‘there’s No Hiding’: Powell Faces Daunting Options In Pivotal Speech

Federal Reserve Chair Jerome Powell is in a tense moment — and it’s not only because of the unyielding attacks he’s facing from President Donald Trump over his refusal to cut interest rates.
Powell is staring at the double-barreled threats of rising prices and slowing growth — potentially the early stages of a phenomenon known as stagflation that the U.S. hasn’t seen in four decades. And at some point, he will have to decide which is the bigger danger.
There’s a real risk of a nasty outcome in either direction: If he holds rates too high for too long, job losses could spike, and the economy could even tip into a recession. If he cuts rates too much, he could reignite inflation in an economy that hasn’t entirely recovered from the last bout after the Covid pandemic struck. It’s not at all clear which scenario is more likely.
The moment for him to begin picking a direction might arrive Friday when he gives a widely anticipated speech at the Fed’s signature annual conference in Jackson Hole, Wyoming, where investors will be on edge watching for any signal that a rate cut could come in September. The central bank will get more data on the labor market and inflation between now and then, but more information is not going to make the choice much easier.
“There’s no hiding,” said Torsten Slok, chief economist at Apollo Global Management. “We cannot just wait for the data because the data is at risk of pulling in opposite directions. … It is just an extraordinarily complicated situation.”
The economic dilemma comes on top of the high-pressure political situation Powell faces, as Trump relentlessly demands that the Fed chair lower borrowing costs. The president and his officials have been seizing on multiple levers to assail members of the central bank’s board, including the costly renovations to the Fed’s headquarters, which Trump says might merit a lawsuit. Earlier this week, his housing finance regulator referred one of the central bank’s policymakers to the Justice Department on allegations of criminal mortgage fraud.
The struggling housing market, too, has featured prominently in the president’s broadsides.
“Could somebody please inform Jerome ‘Too Late’ Powell that he is hurting the Housing Industry, very badly?” Trump posted on Truth Social on Tuesday. “People can’t get a Mortgage because of him.”
Yet it's the president’s own sweeping tariffs on all U.S. trading partners that have led Fed officials to hesitate on easing borrowing costs for fear that the levies could lead to a series of price increases. That worry is compounded by the fact that inflation in less tariff-sensitive service sectors — which dominate the economy — has also begun to rise.
Fed officials voted to keep rates steady in July, though two board members dissented, citing weakness in the labor market. Still, a majority of the rate-setting committee was more worried about the risks that inflation would get worse than that unemployment would shoot up, according to the minutes from that July meeting, released Wednesday.
But tariff-induced inflation has ticked up only gradually so far, leaving central bankers to wonder whether businesses are eating more of the costs than expected, which could further dent hiring and investment, or if the price hikes might simply be delayed.
“It could be a slower-moving train,” former Kansas City Fed President Esther George said in an interview. “Companies pulled forward purchases [ahead of the tariffs]. Now they have to decide in a strategic way, how much do I absorb? How much do I negotiate away? I think that strategy is still playing out.”
George also underscored another underlying problem for the Fed: Inflation never fully recovered before it started to tick back up again this year.
“I don’t think we should lose sight of the fact that this committee is committed to a 2 percent inflation target and that the underlying inflation has been sticky for some time,” she said.
The Fed has been telegraphing all year that its next move is likely to be an interest rate cut, and it has mostly been a matter of when, not if. And a disappointing jobs report for August would likely accelerate the timing for lower borrowing costs, though those numbers, too, have been hard to decipher. Companies have been hiring less, but coupled with Trump’s immigration crackdown, that means there is both less demand for and less supply of workers.
Data released earlier this month revealed that the labor market was weaker than previously thought in May and June, as the Bureau of Labor Statistics sharply revised down the number of jobs that were added in those months. Treasury Secretary Scott Bessent said last week on Bloomberg TV that the Fed might have started cutting sooner if it had had that information earlier. He also suggested rates should now be dramatically lower.
But even if Powell decides to lower rates in September, it’s unclear how quickly more cuts will follow, given that the path for the economy is so murky.
“Historically speaking, they do cuts in a series,” said Preston Mui, a senior economist at worker advocacy group Employ America. “But in principle, there’s no reason why they couldn’t cut a bit and then hold. The problem is, it makes setting expectations very difficult.”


◆ **TASK STATEMENT**
The answer should be a faithful retyping of the records that follow, pictures excluded.

....

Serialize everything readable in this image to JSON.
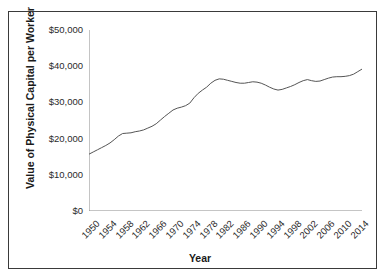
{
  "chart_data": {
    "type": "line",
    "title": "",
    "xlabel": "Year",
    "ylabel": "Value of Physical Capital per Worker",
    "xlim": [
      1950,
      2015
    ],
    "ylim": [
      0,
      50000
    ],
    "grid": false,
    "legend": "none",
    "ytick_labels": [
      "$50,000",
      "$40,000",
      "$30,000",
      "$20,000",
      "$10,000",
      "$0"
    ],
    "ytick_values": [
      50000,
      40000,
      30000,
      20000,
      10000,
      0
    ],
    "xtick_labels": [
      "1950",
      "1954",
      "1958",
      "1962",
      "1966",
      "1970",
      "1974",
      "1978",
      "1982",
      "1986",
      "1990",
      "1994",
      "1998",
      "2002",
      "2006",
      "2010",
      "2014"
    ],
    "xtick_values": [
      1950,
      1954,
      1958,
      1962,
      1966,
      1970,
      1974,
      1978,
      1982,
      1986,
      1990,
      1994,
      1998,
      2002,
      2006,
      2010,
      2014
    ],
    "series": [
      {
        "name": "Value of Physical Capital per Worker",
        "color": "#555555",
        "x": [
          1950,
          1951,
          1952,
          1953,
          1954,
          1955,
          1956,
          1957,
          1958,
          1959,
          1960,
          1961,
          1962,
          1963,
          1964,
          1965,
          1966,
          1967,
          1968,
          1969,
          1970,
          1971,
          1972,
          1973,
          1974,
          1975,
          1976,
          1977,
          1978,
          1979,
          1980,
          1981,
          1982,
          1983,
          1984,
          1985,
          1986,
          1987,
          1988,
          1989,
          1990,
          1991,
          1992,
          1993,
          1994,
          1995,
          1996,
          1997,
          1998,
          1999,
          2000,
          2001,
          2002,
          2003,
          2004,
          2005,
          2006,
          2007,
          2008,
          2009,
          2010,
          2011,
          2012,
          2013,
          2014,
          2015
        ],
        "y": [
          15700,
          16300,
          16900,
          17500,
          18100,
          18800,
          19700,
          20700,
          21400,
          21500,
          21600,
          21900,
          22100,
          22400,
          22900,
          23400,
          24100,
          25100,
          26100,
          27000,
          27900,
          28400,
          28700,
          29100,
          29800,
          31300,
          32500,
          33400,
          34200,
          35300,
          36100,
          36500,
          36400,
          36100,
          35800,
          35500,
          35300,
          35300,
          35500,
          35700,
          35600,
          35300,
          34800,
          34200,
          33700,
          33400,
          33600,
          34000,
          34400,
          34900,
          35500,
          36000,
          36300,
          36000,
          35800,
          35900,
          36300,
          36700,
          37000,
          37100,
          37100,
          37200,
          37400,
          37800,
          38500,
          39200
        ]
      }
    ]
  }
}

....

◆ **EXPECTED ANSWER**
Serialize everything readable in this image to JSON.
{
  "chart_data": {
    "type": "line",
    "title": "",
    "xlabel": "Year",
    "ylabel": "Value of Physical Capital per Worker",
    "xlim": [
      1950,
      2015
    ],
    "ylim": [
      0,
      50000
    ],
    "grid": false,
    "legend": "none",
    "ytick_labels": [
      "$50,000",
      "$40,000",
      "$30,000",
      "$20,000",
      "$10,000",
      "$0"
    ],
    "ytick_values": [
      50000,
      40000,
      30000,
      20000,
      10000,
      0
    ],
    "xtick_labels": [
      "1950",
      "1954",
      "1958",
      "1962",
      "1966",
      "1970",
      "1974",
      "1978",
      "1982",
      "1986",
      "1990",
      "1994",
      "1998",
      "2002",
      "2006",
      "2010",
      "2014"
    ],
    "xtick_values": [
      1950,
      1954,
      1958,
      1962,
      1966,
      1970,
      1974,
      1978,
      1982,
      1986,
      1990,
      1994,
      1998,
      2002,
      2006,
      2010,
      2014
    ],
    "series": [
      {
        "name": "Value of Physical Capital per Worker",
        "color": "#555555",
        "x": [
          1950,
          1951,
          1952,
          1953,
          1954,
          1955,
          1956,
          1957,
          1958,
          1959,
          1960,
          1961,
          1962,
          1963,
          1964,
          1965,
          1966,
          1967,
          1968,
          1969,
          1970,
          1971,
          1972,
          1973,
          1974,
          1975,
          1976,
          1977,
          1978,
          1979,
          1980,
          1981,
          1982,
          1983,
          1984,
          1985,
          1986,
          1987,
          1988,
          1989,
          1990,
          1991,
          1992,
          1993,
          1994,
          1995,
          1996,
          1997,
          1998,
          1999,
          2000,
          2001,
          2002,
          2003,
          2004,
          2005,
          2006,
          2007,
          2008,
          2009,
          2010,
          2011,
          2012,
          2013,
          2014,
          2015
        ],
        "y": [
          15700,
          16300,
          16900,
          17500,
          18100,
          18800,
          19700,
          20700,
          21400,
          21500,
          21600,
          21900,
          22100,
          22400,
          22900,
          23400,
          24100,
          25100,
          26100,
          27000,
          27900,
          28400,
          28700,
          29100,
          29800,
          31300,
          32500,
          33400,
          34200,
          35300,
          36100,
          36500,
          36400,
          36100,
          35800,
          35500,
          35300,
          35300,
          35500,
          35700,
          35600,
          35300,
          34800,
          34200,
          33700,
          33400,
          33600,
          34000,
          34400,
          34900,
          35500,
          36000,
          36300,
          36000,
          35800,
          35900,
          36300,
          36700,
          37000,
          37100,
          37100,
          37200,
          37400,
          37800,
          38500,
          39200
        ]
      }
    ]
  }
}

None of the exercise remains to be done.